Listen, Don’t Fix

I don’t know what the hell is wrong with me, but I’m more and more susceptible to being inspired or at least informed by quotes on the internet.

This week’s example comes through my wonderful coworker Dee from the thinker and speaker Parker Palmer, which she shared with me in the course of a conversation about raising kids – a topic on which Dee has a deep well of wisdom.

In the face of our deepest questions… our habit of advising each other reveals its shadow side. If the shadow could speak its logic, I think it would say something like this: “If you take my advice, you will surely solve your problem, If you take my advice but fail to solve your problem, you did not try hard enough. If you fail to take my advice I did the best I could so I am covered. No matter how things come out, I no longer need to worry about you or your vexing problem.”

The shadow behind the “fixes” we offer for issues that we cannot fix is, ironically, the desire to hold each other at bay. It is a strategy for abandoning each other while appearing to be concerned. Perhaps this explains why one of the most common laments of our time is that no one really sees me, hears me, or understands me. How can we understand another when instead of listening deeply, we rush to repair that person in order to escape further involvement? The sense of isolation and invisibility that marks so many lives is not least the lives of young people, whom we constantly try to fix. It is due in part to a mode of “helping” that allows us to dismiss each other.

When you speak to me about your deepest questions, you do not want to be fixed or saved; you want to be seen and heard, to have your truth acknowledged and honored…so the best service I can render when you speak to me about such a struggle is to hold you faithfully in a space where you can listen to your inner teacher.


What you are asked to do — Word for word, copy all the data and drop the pictures.

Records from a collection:
───

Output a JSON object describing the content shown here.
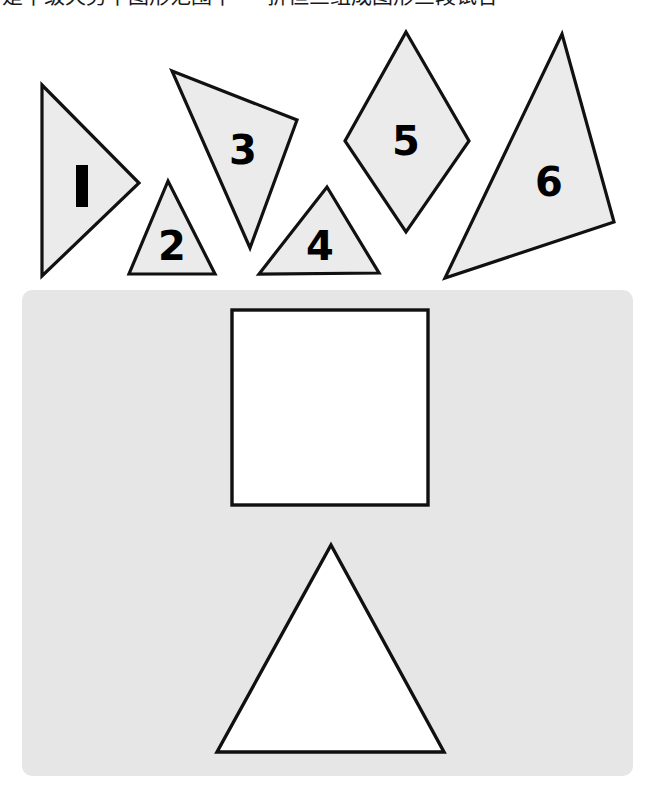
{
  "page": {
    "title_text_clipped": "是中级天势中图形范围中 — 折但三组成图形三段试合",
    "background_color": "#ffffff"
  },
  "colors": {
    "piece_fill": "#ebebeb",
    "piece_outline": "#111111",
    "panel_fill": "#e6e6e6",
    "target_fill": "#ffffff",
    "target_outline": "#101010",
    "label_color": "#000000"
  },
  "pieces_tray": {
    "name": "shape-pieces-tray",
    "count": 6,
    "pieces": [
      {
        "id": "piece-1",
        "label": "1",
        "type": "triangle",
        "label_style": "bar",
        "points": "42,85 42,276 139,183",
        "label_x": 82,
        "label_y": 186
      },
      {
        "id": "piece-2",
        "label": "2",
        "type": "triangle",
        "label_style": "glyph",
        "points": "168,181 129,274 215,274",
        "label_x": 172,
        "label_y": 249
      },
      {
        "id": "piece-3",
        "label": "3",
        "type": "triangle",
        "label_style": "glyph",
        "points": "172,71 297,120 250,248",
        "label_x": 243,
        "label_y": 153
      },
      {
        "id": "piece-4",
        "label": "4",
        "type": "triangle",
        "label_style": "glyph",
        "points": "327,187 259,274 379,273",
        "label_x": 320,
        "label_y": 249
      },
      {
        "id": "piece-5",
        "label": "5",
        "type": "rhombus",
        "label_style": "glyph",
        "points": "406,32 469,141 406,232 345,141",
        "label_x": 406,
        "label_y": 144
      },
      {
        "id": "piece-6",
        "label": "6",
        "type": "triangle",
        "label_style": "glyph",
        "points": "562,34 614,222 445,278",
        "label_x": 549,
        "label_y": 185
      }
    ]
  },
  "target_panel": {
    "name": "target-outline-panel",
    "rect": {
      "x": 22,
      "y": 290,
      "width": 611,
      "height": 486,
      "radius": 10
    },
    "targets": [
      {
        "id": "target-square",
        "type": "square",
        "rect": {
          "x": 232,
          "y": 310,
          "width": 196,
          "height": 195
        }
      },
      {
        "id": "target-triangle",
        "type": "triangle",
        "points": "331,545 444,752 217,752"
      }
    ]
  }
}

───

Solution to this task —
Output a JSON object describing the content shown here.
{
  "page": {
    "title_text_clipped": "是中级天势中图形范围中 — 折但三组成图形三段试合",
    "background_color": "#ffffff"
  },
  "colors": {
    "piece_fill": "#ebebeb",
    "piece_outline": "#111111",
    "panel_fill": "#e6e6e6",
    "target_fill": "#ffffff",
    "target_outline": "#101010",
    "label_color": "#000000"
  },
  "pieces_tray": {
    "name": "shape-pieces-tray",
    "count": 6,
    "pieces": [
      {
        "id": "piece-1",
        "label": "1",
        "type": "triangle",
        "label_style": "bar",
        "points": "42,85 42,276 139,183",
        "label_x": 82,
        "label_y": 186
      },
      {
        "id": "piece-2",
        "label": "2",
        "type": "triangle",
        "label_style": "glyph",
        "points": "168,181 129,274 215,274",
        "label_x": 172,
        "label_y": 249
      },
      {
        "id": "piece-3",
        "label": "3",
        "type": "triangle",
        "label_style": "glyph",
        "points": "172,71 297,120 250,248",
        "label_x": 243,
        "label_y": 153
      },
      {
        "id": "piece-4",
        "label": "4",
        "type": "triangle",
        "label_style": "glyph",
        "points": "327,187 259,274 379,273",
        "label_x": 320,
        "label_y": 249
      },
      {
        "id": "piece-5",
        "label": "5",
        "type": "rhombus",
        "label_style": "glyph",
        "points": "406,32 469,141 406,232 345,141",
        "label_x": 406,
        "label_y": 144
      },
      {
        "id": "piece-6",
        "label": "6",
        "type": "triangle",
        "label_style": "glyph",
        "points": "562,34 614,222 445,278",
        "label_x": 549,
        "label_y": 185
      }
    ]
  },
  "target_panel": {
    "name": "target-outline-panel",
    "rect": {
      "x": 22,
      "y": 290,
      "width": 611,
      "height": 486,
      "radius": 10
    },
    "targets": [
      {
        "id": "target-square",
        "type": "square",
        "rect": {
          "x": 232,
          "y": 310,
          "width": 196,
          "height": 195
        }
      },
      {
        "id": "target-triangle",
        "type": "triangle",
        "points": "331,545 444,752 217,752"
      }
    ]
  }
}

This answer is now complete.